You could hate a sofa, of course-that is, if you could hate a sofa. But it didn't matter. You still had to get together $4. 80 a month. If you had to pay $4. 80 a month for a sofa that started off split, no good and humiliating-you couldn't take any joy in owning it. And the joylessness stank, pervading everything. The stink of it kept you from painting the beaverboard walls; from getting a matching piece of material for the chair; even from sewing up the split, which became a gash, which became a gaping chasm that exposed the cheap frame and cheaper upholstery. It withheld the refreshment in a sleep slept on it. It imposed a furtiveness on the loving done on it. Like a sore tooth that is not content to throb in isolation, but must diffuse its own pain to other parts of the body-making breathing difficult, vision limited, nerves unsettled, so a hated piece of furniture produces a fretful malaise that asserts itself throughout the house and limits the delight of things not related to it.

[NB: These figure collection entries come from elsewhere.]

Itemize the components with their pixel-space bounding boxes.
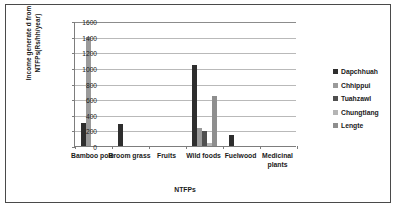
x-axis-tick	[297, 146, 298, 149]
x-axis-label-medicinal-plants: Medicinal plants	[253, 151, 302, 169]
y-axis-tick-label: 200	[57, 128, 97, 135]
x-axis-tick	[112, 146, 113, 149]
y-axis-tick-label: 800	[57, 81, 97, 88]
bar-group	[186, 22, 223, 146]
legend-label: Dapchhuah	[341, 68, 378, 75]
y-axis-tick-label: 0	[57, 144, 97, 151]
legend-label: Chhippui	[341, 82, 370, 89]
legend-item-lengte[interactable]: Lengte	[333, 122, 379, 129]
legend-label: Tuahzawl	[341, 95, 371, 102]
legend-swatch-icon	[333, 123, 338, 128]
legend-item-chungtlang[interactable]: Chungtlang	[333, 109, 379, 116]
bar-dapchhuah	[118, 124, 123, 146]
bar-group	[260, 22, 297, 146]
x-axis-tick	[186, 146, 187, 149]
chart-legend: DapchhuahChhippuiTuahzawlChungtlangLengt…	[333, 68, 379, 136]
x-axis-title: NTFPs	[74, 186, 296, 193]
bar-group	[223, 22, 260, 146]
bar-group	[112, 22, 149, 146]
legend-label: Lengte	[341, 122, 363, 129]
bar-group	[149, 22, 186, 146]
bar-dapchhuah	[229, 135, 234, 146]
y-axis-title: Income generate d from NTFPs(Rs/hh/year)	[19, 0, 47, 102]
x-axis-tick	[260, 146, 261, 149]
plot-area	[74, 22, 296, 147]
legend-item-dapchhuah[interactable]: Dapchhuah	[333, 68, 379, 75]
legend-swatch-icon	[333, 96, 338, 101]
x-axis-tick	[223, 146, 224, 149]
x-axis-tick	[149, 146, 150, 149]
y-axis-tick-label: 1600	[57, 19, 97, 26]
y-axis-tick-label: 1400	[57, 34, 97, 41]
legend-label: Chungtlang	[341, 109, 379, 116]
legend-swatch-icon	[333, 83, 338, 88]
y-axis-tick-label: 1200	[57, 50, 97, 57]
bar-lengte	[212, 96, 217, 146]
legend-swatch-icon	[333, 69, 338, 74]
y-axis-tick-label: 600	[57, 97, 97, 104]
y-axis-tick-label: 1000	[57, 65, 97, 72]
chart-frame: Income generate d from NTFPs(Rs/hh/year)…	[5, 4, 391, 203]
legend-swatch-icon	[333, 110, 338, 115]
legend-item-chhippui[interactable]: Chhippui	[333, 82, 379, 89]
y-axis-tick-label: 400	[57, 112, 97, 119]
legend-item-tuahzawl[interactable]: Tuahzawl	[333, 95, 379, 102]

The only living thing in the Breedloves' house was the coal stove, which lived independently of everything and everyone, its fire being "out," "banked," or "up" at its own discretion, in spite of the fact that the family fed it and knew all the details of its regimen: sprinkle, do not dump, not too much……The fire seemed to live, go down, or die according to its own schemata.